A delicate child of a tailor, Tichy was born in 1926 in a small village in Moravia. In 1945 during a brief interval between war and dictatorship Czech culture attempted to shake off the darkness. Fueled by provincial enthusiasm, Tichy adventured to Prague to enroll in the Academy of Fine Arts to study painting. But the clampdown returned in 1948 when the Stalinist government fired faculty and replaced the nudes of figure drawing class with heroic proletarians brandishing hammers. The suppression of creativity seems to have coincided with the onset of psychological troubles that have plagued him for decades. For personal and political reasons Tichy retreated to his childhood home where he has lived since, becoming, in essence, the village madman, both avoided and occasionally loved for his stubborn eccentricities. With his wild long hair and beard, obvious scorn for personal hygiene and rejection of ennobling labor, Tichy’s personal decay represented a daily mockery of the ideal socialist man. Over the years Tichy was regularly assaulted and arrested by local officials and often committed to institutions against his will.

Sometime in the 1960s Tichy stopped painting and adopted a primitive form of photography by cobbling together cameras from bits of discarded Russian models customized with toilet paper tubes, wooden spoons, string and plexiglass lenses.

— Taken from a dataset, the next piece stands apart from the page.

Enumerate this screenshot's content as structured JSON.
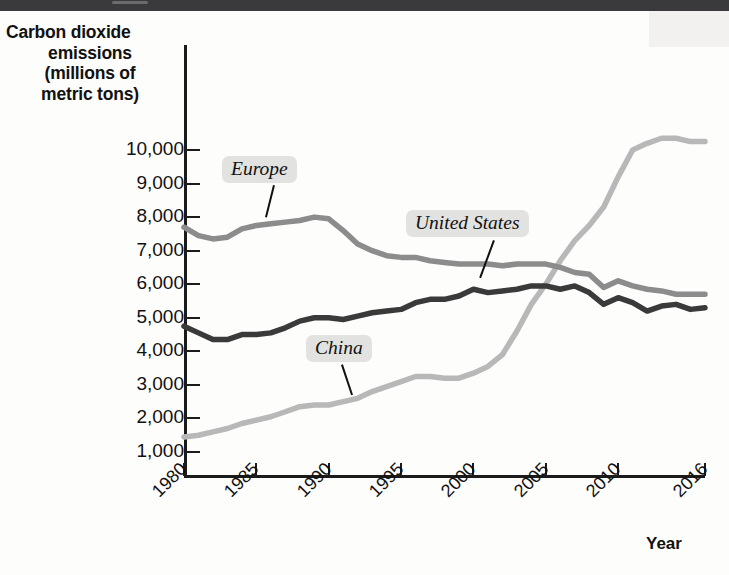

For the next quarter century, with his fake-looking camera poking from beneath threadbare coats and sweaters, Tichy shot 100 frames a day, mostly of female citizens of his village. The process by which he printed his imagery was equally disrespectful of photography’s clean and precise habits; he developed his film in a tub in his courtyard at night, hung the film on a line as if to dry his laundry. The enlarger looking as if it had been recently unearthed produces blurry and vignetted effects and his fingerprints are a regular feature on the surface of his images. He will only make a single print from a negative, he mounts the photograph on construction paper or cardboard and often doodles a decorative pattern around the image. Hundreds of such images have spent decades in random piles around his chaotic environment gathering dust, scratches, mouse nibblings and assorted stains that collectively serve to burnish the aura of his imagery and legend.

 

Previous texts on Tichy have made reference to Polke, Richter and the Starn Twins and in terms of surface and affect these comparison are apt to a point. If the conventional photograph is supposed to be a transparent envelope, to use Barthes’ term, then to interfere with its clarity is to obstruct its immediacy – to point toward other subjects beyond the thin pictured. The self-conscious manipulation of photographic surfaces and processes by Polke and the Starns lead us to think about history and the spectacle of its representation. Is this what Tichy is up to? The aggressive street photographs of women made by Garry Winogrand or even the unintentional decay of Bellocq’s New Orleans’ prostitutes might provide some interesting historical tangents. And with all of the dust and detritus that immerses his work and life, Tichy could be an escapee from the set of a Brothers Quay film, he is even the son of a tailor! But will these varied contexts help in understanding Tichy’s obsessions?

 

Watching the documentary Tarzan Retired, it is evident how Tichy’s environment is transformed by his closed-circuit fantasy life; this colorful, 21st century town, complete with street traffic, internet cafes and kids in hip hop fashion is all but invisible in his monochromatic, diaphanous, furtive, vaguely erotic imagery. At first glance his pictures may appear voyeuristic and predatory but they lack the malice or ulterior motive of someone truly creepy. Cumulatively they are all the same – endless variations on the fairly chaste longings of a man who has lived without intimacy. Are these repulsive pictures? Only if you lack imagination and cannot summon an ounce of feeling for an old man who wanders the streets attempting to embrace, photographically at least, that which because of politics, mental instability or the simple fact that growing old, is, and perhaps has always been, beyond his grasp.